I remain as perplexed now as I was 28 years ago every time a lucid, healthy, wise and experienced fellow airman turns into a pumpkin on the stroke of midnight heralding his/her 60th birthday.
Your editorial comment "Rights and Duties" (Flight International, 24-30 September) was long on rhetoric, nearly void of scholarly supporting evidence and unworthy of publication in so esteemed a medium. Recent challenge to the age 60 "no fly" statute on the basis that it was illegally enacted is soon to be tested.
Notwithstanding the outcome of this effort, the traditional arguments for its abolishment remain hostage to selfish expediency demanded nowhere else in industry. To reasonably support the status quo, one must assume that in 1959 the first US FAA administrator had at his disposal validated scientific data of at least the quality now available on which to base his decision. He did not. If laws exist to establish parameters for the orderly working of a society, they ought to be revisited from time to time and if necessary struck down and replaced if found to be tyrannical, irrelevant or foolish.
I submit that the current law satisfies all three criteria. Consequent on exhaustive research, the Joint Aviation Authorities have accepted 65 to be the new limiting age. Overwhelmingly, this position is supported by evidence garnered from a broad cross section of the medical community that have no apparent axe to grind. Conversely, the Airline Pilots Association clings to its endorsement of the law ostensibly in the interest of safety, citing inadequate empirical evidence to support a change.
The structure of pension plans and the eagerness of the young for the old to vacate the left seat wouldn't have anything to do with such motivation, would it?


#### [Problem statement]
Starting at the top line, print the entries below exactly as they are and skip every picture.

Dataset entries:
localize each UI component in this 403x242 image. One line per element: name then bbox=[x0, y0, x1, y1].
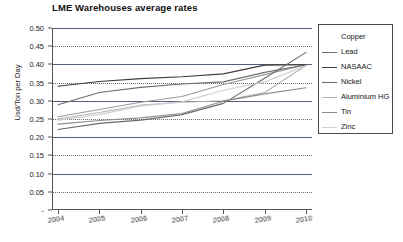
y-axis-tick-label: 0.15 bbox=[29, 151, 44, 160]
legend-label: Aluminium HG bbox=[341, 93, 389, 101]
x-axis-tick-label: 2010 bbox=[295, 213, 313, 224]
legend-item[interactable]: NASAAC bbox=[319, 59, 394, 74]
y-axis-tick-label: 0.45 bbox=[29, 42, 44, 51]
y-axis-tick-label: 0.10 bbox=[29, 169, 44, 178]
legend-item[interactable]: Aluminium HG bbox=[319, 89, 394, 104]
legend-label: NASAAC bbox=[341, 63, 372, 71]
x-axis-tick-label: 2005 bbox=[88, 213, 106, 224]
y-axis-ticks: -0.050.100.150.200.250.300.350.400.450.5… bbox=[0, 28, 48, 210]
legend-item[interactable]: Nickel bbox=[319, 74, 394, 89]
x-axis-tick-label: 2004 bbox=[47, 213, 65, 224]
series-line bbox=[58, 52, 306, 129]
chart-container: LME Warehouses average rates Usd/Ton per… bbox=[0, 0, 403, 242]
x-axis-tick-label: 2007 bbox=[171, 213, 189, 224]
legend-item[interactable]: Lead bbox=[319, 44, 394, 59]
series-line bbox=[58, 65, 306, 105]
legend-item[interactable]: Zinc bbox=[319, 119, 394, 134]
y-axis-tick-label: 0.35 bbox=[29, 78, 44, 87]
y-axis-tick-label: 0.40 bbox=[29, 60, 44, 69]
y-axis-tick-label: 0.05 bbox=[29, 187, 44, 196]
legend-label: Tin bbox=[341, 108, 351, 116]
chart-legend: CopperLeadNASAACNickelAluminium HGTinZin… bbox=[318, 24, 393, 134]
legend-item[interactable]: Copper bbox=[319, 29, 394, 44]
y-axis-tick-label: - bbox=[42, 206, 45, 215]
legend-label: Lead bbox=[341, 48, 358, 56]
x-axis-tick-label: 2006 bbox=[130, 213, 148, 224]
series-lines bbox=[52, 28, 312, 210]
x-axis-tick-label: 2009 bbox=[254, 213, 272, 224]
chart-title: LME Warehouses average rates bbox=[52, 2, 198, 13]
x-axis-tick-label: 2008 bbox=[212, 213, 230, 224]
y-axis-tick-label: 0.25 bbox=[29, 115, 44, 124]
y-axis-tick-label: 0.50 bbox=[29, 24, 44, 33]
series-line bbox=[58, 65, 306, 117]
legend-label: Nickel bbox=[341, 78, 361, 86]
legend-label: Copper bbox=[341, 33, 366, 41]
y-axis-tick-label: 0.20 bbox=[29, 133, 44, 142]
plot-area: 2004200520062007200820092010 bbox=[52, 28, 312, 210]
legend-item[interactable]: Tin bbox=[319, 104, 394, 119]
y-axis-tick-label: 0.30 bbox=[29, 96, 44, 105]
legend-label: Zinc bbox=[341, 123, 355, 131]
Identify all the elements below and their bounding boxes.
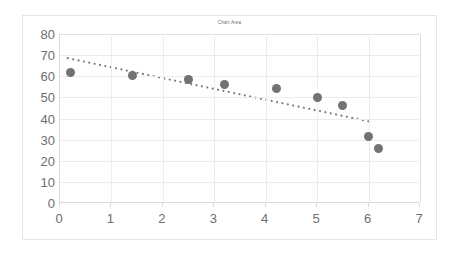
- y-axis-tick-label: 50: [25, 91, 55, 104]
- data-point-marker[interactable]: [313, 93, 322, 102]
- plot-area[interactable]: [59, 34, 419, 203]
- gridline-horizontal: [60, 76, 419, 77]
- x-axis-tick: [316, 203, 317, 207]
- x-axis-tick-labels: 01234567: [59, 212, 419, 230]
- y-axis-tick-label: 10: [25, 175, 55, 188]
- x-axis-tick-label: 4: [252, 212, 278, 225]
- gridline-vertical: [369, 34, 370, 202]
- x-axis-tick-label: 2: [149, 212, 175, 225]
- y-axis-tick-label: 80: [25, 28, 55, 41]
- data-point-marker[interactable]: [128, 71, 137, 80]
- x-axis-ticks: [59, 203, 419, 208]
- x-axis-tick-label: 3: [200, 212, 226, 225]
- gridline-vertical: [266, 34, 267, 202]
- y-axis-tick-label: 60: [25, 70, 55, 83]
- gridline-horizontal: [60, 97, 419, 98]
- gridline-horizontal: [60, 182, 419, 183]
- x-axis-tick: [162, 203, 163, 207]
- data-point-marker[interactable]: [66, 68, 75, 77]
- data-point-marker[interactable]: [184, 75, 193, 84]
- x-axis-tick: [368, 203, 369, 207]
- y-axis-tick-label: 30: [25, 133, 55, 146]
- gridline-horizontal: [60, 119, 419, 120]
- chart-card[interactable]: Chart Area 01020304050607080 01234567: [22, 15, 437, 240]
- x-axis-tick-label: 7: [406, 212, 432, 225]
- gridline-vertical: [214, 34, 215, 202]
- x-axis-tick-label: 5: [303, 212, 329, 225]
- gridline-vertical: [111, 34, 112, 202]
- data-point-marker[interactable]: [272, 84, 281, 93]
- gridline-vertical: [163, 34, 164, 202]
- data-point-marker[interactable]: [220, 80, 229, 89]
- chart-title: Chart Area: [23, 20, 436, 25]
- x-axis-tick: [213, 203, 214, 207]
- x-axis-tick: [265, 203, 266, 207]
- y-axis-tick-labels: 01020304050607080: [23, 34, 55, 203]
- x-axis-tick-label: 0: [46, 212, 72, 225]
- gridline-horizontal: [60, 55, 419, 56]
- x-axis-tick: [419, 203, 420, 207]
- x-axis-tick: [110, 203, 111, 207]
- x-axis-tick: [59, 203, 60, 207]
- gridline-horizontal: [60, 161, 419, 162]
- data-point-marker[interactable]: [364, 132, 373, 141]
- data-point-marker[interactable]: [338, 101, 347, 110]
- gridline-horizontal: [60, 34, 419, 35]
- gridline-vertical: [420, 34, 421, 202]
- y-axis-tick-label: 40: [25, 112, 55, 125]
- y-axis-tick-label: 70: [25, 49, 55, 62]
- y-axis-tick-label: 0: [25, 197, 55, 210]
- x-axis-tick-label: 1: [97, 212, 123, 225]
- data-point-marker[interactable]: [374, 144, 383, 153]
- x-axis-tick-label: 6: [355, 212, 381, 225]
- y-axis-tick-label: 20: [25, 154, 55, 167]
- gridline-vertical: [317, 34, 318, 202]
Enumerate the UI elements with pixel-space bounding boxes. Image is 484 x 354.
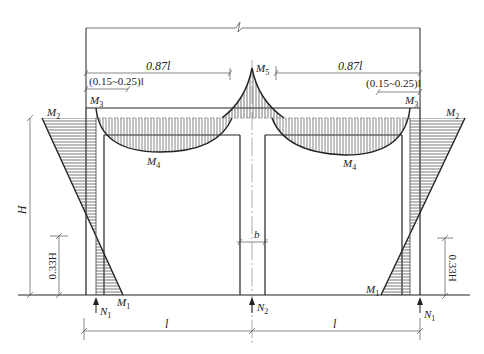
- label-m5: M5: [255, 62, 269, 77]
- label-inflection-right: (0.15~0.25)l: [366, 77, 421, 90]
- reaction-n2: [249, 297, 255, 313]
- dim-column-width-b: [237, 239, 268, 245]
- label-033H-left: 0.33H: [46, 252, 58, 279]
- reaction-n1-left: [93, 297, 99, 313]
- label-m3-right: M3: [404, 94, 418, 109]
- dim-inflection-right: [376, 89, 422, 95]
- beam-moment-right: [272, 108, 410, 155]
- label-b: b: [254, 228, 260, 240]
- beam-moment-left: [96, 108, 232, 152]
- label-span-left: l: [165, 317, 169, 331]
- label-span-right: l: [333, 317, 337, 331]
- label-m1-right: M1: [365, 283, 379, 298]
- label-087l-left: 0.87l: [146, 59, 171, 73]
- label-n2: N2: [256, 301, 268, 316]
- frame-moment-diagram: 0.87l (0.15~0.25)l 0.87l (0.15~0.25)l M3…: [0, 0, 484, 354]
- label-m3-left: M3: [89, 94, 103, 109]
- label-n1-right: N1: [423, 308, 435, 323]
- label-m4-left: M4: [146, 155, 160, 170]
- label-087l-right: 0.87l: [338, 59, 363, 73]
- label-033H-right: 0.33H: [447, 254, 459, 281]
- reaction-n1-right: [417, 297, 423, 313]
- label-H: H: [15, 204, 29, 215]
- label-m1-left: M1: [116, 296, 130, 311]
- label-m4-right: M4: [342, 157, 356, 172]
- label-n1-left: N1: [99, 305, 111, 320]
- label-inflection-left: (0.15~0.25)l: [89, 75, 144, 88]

#### [Task result]
localize each UI component in this 403x242 image. One line per element: name then bbox=[x0, y0, x1, y1].
y-axis-tick-label: 0.15 bbox=[29, 151, 44, 160]
legend-label: Aluminium HG bbox=[341, 93, 389, 101]
x-axis-tick-label: 2010 bbox=[295, 213, 313, 224]
legend-item[interactable]: NASAAC bbox=[319, 59, 394, 74]
y-axis-tick-label: 0.45 bbox=[29, 42, 44, 51]
y-axis-tick-label: 0.10 bbox=[29, 169, 44, 178]
legend-item[interactable]: Aluminium HG bbox=[319, 89, 394, 104]
legend-label: NASAAC bbox=[341, 63, 372, 71]
x-axis-tick-label: 2005 bbox=[88, 213, 106, 224]
y-axis-ticks: -0.050.100.150.200.250.300.350.400.450.5… bbox=[0, 28, 48, 210]
legend-item[interactable]: Nickel bbox=[319, 74, 394, 89]
x-axis-tick-label: 2004 bbox=[47, 213, 65, 224]
series-line bbox=[58, 52, 306, 129]
chart-container: LME Warehouses average rates Usd/Ton per… bbox=[0, 0, 403, 242]
x-axis-tick-label: 2007 bbox=[171, 213, 189, 224]
legend-item[interactable]: Lead bbox=[319, 44, 394, 59]
series-line bbox=[58, 65, 306, 105]
legend-item[interactable]: Zinc bbox=[319, 119, 394, 134]
y-axis-tick-label: 0.35 bbox=[29, 78, 44, 87]
y-axis-tick-label: 0.40 bbox=[29, 60, 44, 69]
y-axis-tick-label: 0.05 bbox=[29, 187, 44, 196]
legend-label: Tin bbox=[341, 108, 351, 116]
chart-legend: CopperLeadNASAACNickelAluminium HGTinZin… bbox=[318, 24, 393, 134]
legend-item[interactable]: Copper bbox=[319, 29, 394, 44]
y-axis-tick-label: - bbox=[42, 206, 45, 215]
legend-label: Lead bbox=[341, 48, 358, 56]
x-axis-tick-label: 2006 bbox=[130, 213, 148, 224]
series-lines bbox=[52, 28, 312, 210]
x-axis-tick-label: 2009 bbox=[254, 213, 272, 224]
chart-title: LME Warehouses average rates bbox=[52, 2, 198, 13]
x-axis-tick-label: 2008 bbox=[212, 213, 230, 224]
y-axis-tick-label: 0.25 bbox=[29, 115, 44, 124]
y-axis-tick-label: 0.50 bbox=[29, 24, 44, 33]
series-line bbox=[58, 65, 306, 117]
legend-label: Nickel bbox=[341, 78, 361, 86]
legend-label: Copper bbox=[341, 33, 366, 41]
y-axis-tick-label: 0.20 bbox=[29, 133, 44, 142]
plot-area: 2004200520062007200820092010 bbox=[52, 28, 312, 210]
legend-item[interactable]: Tin bbox=[319, 104, 394, 119]
y-axis-tick-label: 0.30 bbox=[29, 96, 44, 105]
legend-label: Zinc bbox=[341, 123, 355, 131]
Identify all the elements below and their bounding boxes.
- y-axis-tick-label: 50: [25, 91, 55, 104]
- data-point-marker[interactable]: [313, 93, 322, 102]
- plot-area[interactable]: [59, 34, 419, 203]
- gridline-horizontal: [60, 76, 419, 77]
- x-axis-tick: [316, 203, 317, 207]
- x-axis-tick-labels: 01234567: [59, 212, 419, 230]
- y-axis-tick-label: 10: [25, 175, 55, 188]
- x-axis-tick-label: 4: [252, 212, 278, 225]
- gridline-vertical: [369, 34, 370, 202]
- x-axis-tick-label: 2: [149, 212, 175, 225]
- y-axis-tick-label: 80: [25, 28, 55, 41]
- data-point-marker[interactable]: [128, 71, 137, 80]
- x-axis-ticks: [59, 203, 419, 208]
- x-axis-tick-label: 3: [200, 212, 226, 225]
- gridline-vertical: [266, 34, 267, 202]
- y-axis-tick-label: 60: [25, 70, 55, 83]
- gridline-horizontal: [60, 97, 419, 98]
- gridline-horizontal: [60, 182, 419, 183]
- x-axis-tick: [162, 203, 163, 207]
- data-point-marker[interactable]: [66, 68, 75, 77]
- data-point-marker[interactable]: [184, 75, 193, 84]
- x-axis-tick: [368, 203, 369, 207]
- y-axis-tick-label: 30: [25, 133, 55, 146]
- gridline-horizontal: [60, 119, 419, 120]
- chart-card[interactable]: Chart Area 01020304050607080 01234567: [22, 15, 437, 240]
- x-axis-tick-label: 7: [406, 212, 432, 225]
- gridline-vertical: [214, 34, 215, 202]
- x-axis-tick-label: 5: [303, 212, 329, 225]
- gridline-vertical: [111, 34, 112, 202]
- data-point-marker[interactable]: [272, 84, 281, 93]
- gridline-vertical: [163, 34, 164, 202]
- data-point-marker[interactable]: [220, 80, 229, 89]
- chart-title: Chart Area: [23, 20, 436, 25]
- x-axis-tick: [213, 203, 214, 207]
- x-axis-tick: [265, 203, 266, 207]
- y-axis-tick-labels: 01020304050607080: [23, 34, 55, 203]
- x-axis-tick-label: 0: [46, 212, 72, 225]
- gridline-horizontal: [60, 55, 419, 56]
- x-axis-tick: [419, 203, 420, 207]
- x-axis-tick: [110, 203, 111, 207]
- x-axis-tick: [59, 203, 60, 207]
- gridline-horizontal: [60, 161, 419, 162]
- data-point-marker[interactable]: [364, 132, 373, 141]
- data-point-marker[interactable]: [338, 101, 347, 110]
- gridline-horizontal: [60, 34, 419, 35]
- gridline-vertical: [420, 34, 421, 202]
- y-axis-tick-label: 40: [25, 112, 55, 125]
- y-axis-tick-label: 70: [25, 49, 55, 62]
- y-axis-tick-label: 0: [25, 197, 55, 210]
- x-axis-tick-label: 1: [97, 212, 123, 225]
- data-point-marker[interactable]: [374, 144, 383, 153]
- x-axis-tick-label: 6: [355, 212, 381, 225]
- y-axis-tick-label: 20: [25, 154, 55, 167]
- gridline-vertical: [317, 34, 318, 202]
Enumerate the UI elements with pixel-space bounding boxes. Image is 484 x 354.
- label-m5: M5: [255, 62, 269, 77]
- label-inflection-right: (0.15~0.25)l: [366, 77, 421, 90]
- reaction-n2: [249, 297, 255, 313]
- dim-column-width-b: [237, 239, 268, 245]
- label-033H-left: 0.33H: [46, 252, 58, 279]
- reaction-n1-left: [93, 297, 99, 313]
- label-m3-right: M3: [404, 94, 418, 109]
- dim-inflection-right: [376, 89, 422, 95]
- beam-moment-right: [272, 108, 410, 155]
- label-b: b: [254, 228, 260, 240]
- beam-moment-left: [96, 108, 232, 152]
- label-span-left: l: [165, 317, 169, 331]
- label-span-right: l: [333, 317, 337, 331]
- label-m1-right: M1: [365, 283, 379, 298]
- label-087l-left: 0.87l: [146, 59, 171, 73]
- label-n2: N2: [256, 301, 268, 316]
- frame-moment-diagram: 0.87l (0.15~0.25)l 0.87l (0.15~0.25)l M3…: [0, 0, 484, 354]
- label-m3-left: M3: [89, 94, 103, 109]
- label-n1-right: N1: [423, 308, 435, 323]
- label-m4-left: M4: [146, 155, 160, 170]
- label-087l-right: 0.87l: [338, 59, 363, 73]
- label-033H-right: 0.33H: [447, 254, 459, 281]
- reaction-n1-right: [417, 297, 423, 313]
- label-H: H: [15, 204, 29, 215]
- label-m1-left: M1: [116, 296, 130, 311]
- label-m4-right: M4: [342, 157, 356, 172]
- label-n1-left: N1: [99, 305, 111, 320]
- label-inflection-left: (0.15~0.25)l: [89, 75, 144, 88]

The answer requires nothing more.